Emergency personnel attend to a shooting victim outside a shopping center in Tucson, Ariz. on Saturday,  where U.S. Rep. Gabrielle Giffords, D-Ariz., and others were shot. (AP Photo/James Palka)


On Saturday a deranged 22-year-old man opened fired in a Tucson parking lot where a congresswoman was meeting constituents. He killed six people and wounded 14, including the congresswoman, Rep. Gabrielle Giffords, D-Ariz., who was is in critical condition this morning with a bullet wound to the brain.

Without additional comment, here are some observations about the subsequent reporting. You, of course, may fill in your own predictable comments.

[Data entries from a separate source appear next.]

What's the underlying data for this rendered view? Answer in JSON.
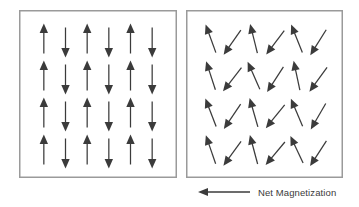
{
  "figure": {
    "background_color": "#ffffff",
    "arrow_color": "#3b3b3b",
    "border_color": "#9a9a9a"
  },
  "panels": [
    {
      "id": "ordered-box",
      "name": "antiferromagnetic-ordered-panel",
      "description": "Left panel: vertical spins alternating up and down",
      "columns": 6,
      "rows": 4,
      "box": {
        "x": 19,
        "y": 10,
        "width": 158,
        "height": 168
      },
      "arrow_length": 30,
      "arrows": [
        {
          "col": 0,
          "row": 0,
          "direction": "up",
          "angle_deg": 0
        },
        {
          "col": 1,
          "row": 0,
          "direction": "down",
          "angle_deg": 180
        },
        {
          "col": 2,
          "row": 0,
          "direction": "up",
          "angle_deg": 0
        },
        {
          "col": 3,
          "row": 0,
          "direction": "down",
          "angle_deg": 180
        },
        {
          "col": 4,
          "row": 0,
          "direction": "up",
          "angle_deg": 0
        },
        {
          "col": 5,
          "row": 0,
          "direction": "down",
          "angle_deg": 180
        },
        {
          "col": 0,
          "row": 1,
          "direction": "up",
          "angle_deg": 0
        },
        {
          "col": 1,
          "row": 1,
          "direction": "down",
          "angle_deg": 180
        },
        {
          "col": 2,
          "row": 1,
          "direction": "up",
          "angle_deg": 0
        },
        {
          "col": 3,
          "row": 1,
          "direction": "down",
          "angle_deg": 180
        },
        {
          "col": 4,
          "row": 1,
          "direction": "up",
          "angle_deg": 0
        },
        {
          "col": 5,
          "row": 1,
          "direction": "down",
          "angle_deg": 180
        },
        {
          "col": 0,
          "row": 2,
          "direction": "up",
          "angle_deg": 0
        },
        {
          "col": 1,
          "row": 2,
          "direction": "down",
          "angle_deg": 180
        },
        {
          "col": 2,
          "row": 2,
          "direction": "up",
          "angle_deg": 0
        },
        {
          "col": 3,
          "row": 2,
          "direction": "down",
          "angle_deg": 180
        },
        {
          "col": 4,
          "row": 2,
          "direction": "up",
          "angle_deg": 0
        },
        {
          "col": 5,
          "row": 2,
          "direction": "down",
          "angle_deg": 180
        },
        {
          "col": 0,
          "row": 3,
          "direction": "up",
          "angle_deg": 0
        },
        {
          "col": 1,
          "row": 3,
          "direction": "down",
          "angle_deg": 180
        },
        {
          "col": 2,
          "row": 3,
          "direction": "up",
          "angle_deg": 0
        },
        {
          "col": 3,
          "row": 3,
          "direction": "down",
          "angle_deg": 180
        },
        {
          "col": 4,
          "row": 3,
          "direction": "up",
          "angle_deg": 0
        },
        {
          "col": 5,
          "row": 3,
          "direction": "down",
          "angle_deg": 180
        }
      ]
    },
    {
      "id": "disordered-box",
      "name": "canted-spin-panel",
      "description": "Right panel: spins canted, up-arrows tilted left, down-arrows tilted right",
      "columns": 6,
      "rows": 4,
      "box": {
        "x": 186,
        "y": 10,
        "width": 157,
        "height": 168
      },
      "arrow_length": 30,
      "arrows": [
        {
          "col": 0,
          "row": 0,
          "direction": "up",
          "angle_deg": -20
        },
        {
          "col": 1,
          "row": 0,
          "direction": "down",
          "angle_deg": 215
        },
        {
          "col": 2,
          "row": 0,
          "direction": "up",
          "angle_deg": -14
        },
        {
          "col": 3,
          "row": 0,
          "direction": "down",
          "angle_deg": 217
        },
        {
          "col": 4,
          "row": 0,
          "direction": "up",
          "angle_deg": -22
        },
        {
          "col": 5,
          "row": 0,
          "direction": "down",
          "angle_deg": 212
        },
        {
          "col": 0,
          "row": 1,
          "direction": "up",
          "angle_deg": -18
        },
        {
          "col": 1,
          "row": 1,
          "direction": "down",
          "angle_deg": 218
        },
        {
          "col": 2,
          "row": 1,
          "direction": "up",
          "angle_deg": -24
        },
        {
          "col": 3,
          "row": 1,
          "direction": "down",
          "angle_deg": 213
        },
        {
          "col": 4,
          "row": 1,
          "direction": "up",
          "angle_deg": -12
        },
        {
          "col": 5,
          "row": 1,
          "direction": "down",
          "angle_deg": 216
        },
        {
          "col": 0,
          "row": 2,
          "direction": "up",
          "angle_deg": -21
        },
        {
          "col": 1,
          "row": 2,
          "direction": "down",
          "angle_deg": 214
        },
        {
          "col": 2,
          "row": 2,
          "direction": "up",
          "angle_deg": -16
        },
        {
          "col": 3,
          "row": 2,
          "direction": "down",
          "angle_deg": 219
        },
        {
          "col": 4,
          "row": 2,
          "direction": "up",
          "angle_deg": -23
        },
        {
          "col": 5,
          "row": 2,
          "direction": "down",
          "angle_deg": 210
        },
        {
          "col": 0,
          "row": 3,
          "direction": "up",
          "angle_deg": -19
        },
        {
          "col": 1,
          "row": 3,
          "direction": "down",
          "angle_deg": 216
        },
        {
          "col": 2,
          "row": 3,
          "direction": "up",
          "angle_deg": -15
        },
        {
          "col": 3,
          "row": 3,
          "direction": "down",
          "angle_deg": 220
        },
        {
          "col": 4,
          "row": 3,
          "direction": "up",
          "angle_deg": -25
        },
        {
          "col": 5,
          "row": 3,
          "direction": "down",
          "angle_deg": 213
        }
      ]
    }
  ],
  "legend": {
    "name": "net-magnetization-legend",
    "label": "Net Magnetization",
    "arrow_direction": "left",
    "arrow_color": "#3b3b3b",
    "text_color": "#3a3a3a"
  }
}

The AP sidebar reporting on the shooter in today’s newspaper says of Jared Loughner:

“On YouTube, Loughner’s profile listed Karl Marx and Friedrich Engels’s ‘The Communist Manifesto’ and Adolf Hitler’s ‘Mein Kampf’ among his favorite books. He also included high school English class classics such as ‘To Kill a Mocking¬bird’ and ‘The Old Man and the Sea,’ plus children’s works such as Aesop’s fables and ‘The Phantom Tollbooth.’

“In one video, titled ‘America: Your last memory in a terrorist country!,’ a figure in dark clothing and a smiley-face mask burns an American flag in the desert. The soundtrack is a 2001 song by the band Drowning Pool, in which the singer repeatedly shrieks ‘Let the bodies hit the floor!’"

The story quotes an acquaintance saying of Loughner, “He was like a radical against both parties. ... From what I got, it seemed like he didn’t like anybody that was in power.”

None of that is in the AP story currently online today.

The edition of The New York Times delivered in Las Vegas was printed too early to include any accounts of the horrific shooting, but online today the paper has a sidebar on the shooter that includes such reportage as:

“Not since the Oklahoma City bombing in 1995 has an event generated as much attention as to whether extremism, antigovernment sentiment and even simple political passion at both ends of the ideological spectrum have created a climate promoting violence. The fallout seemed to hold the potential to upend the effort by Republicans to keep their agenda front and center in the new Congress and to alter the political narrative in other ways.”

And it included this:

“Ms. Giffords was also among a group of Democratic House candidates featured on the Web site of Sarah Palin’s political action committee with cross hairs over their districts, a fact that disturbed Ms. Giffords at the time.”

In a likely reference to Republican Senate candidate Sharron Angle’s mention of potential Second Amendment remedies, the gray lady reported, “Democrats have also pointed out cases where Republican candidates seemed to raise the prospect of armed revolt if Washington did not change its ways.”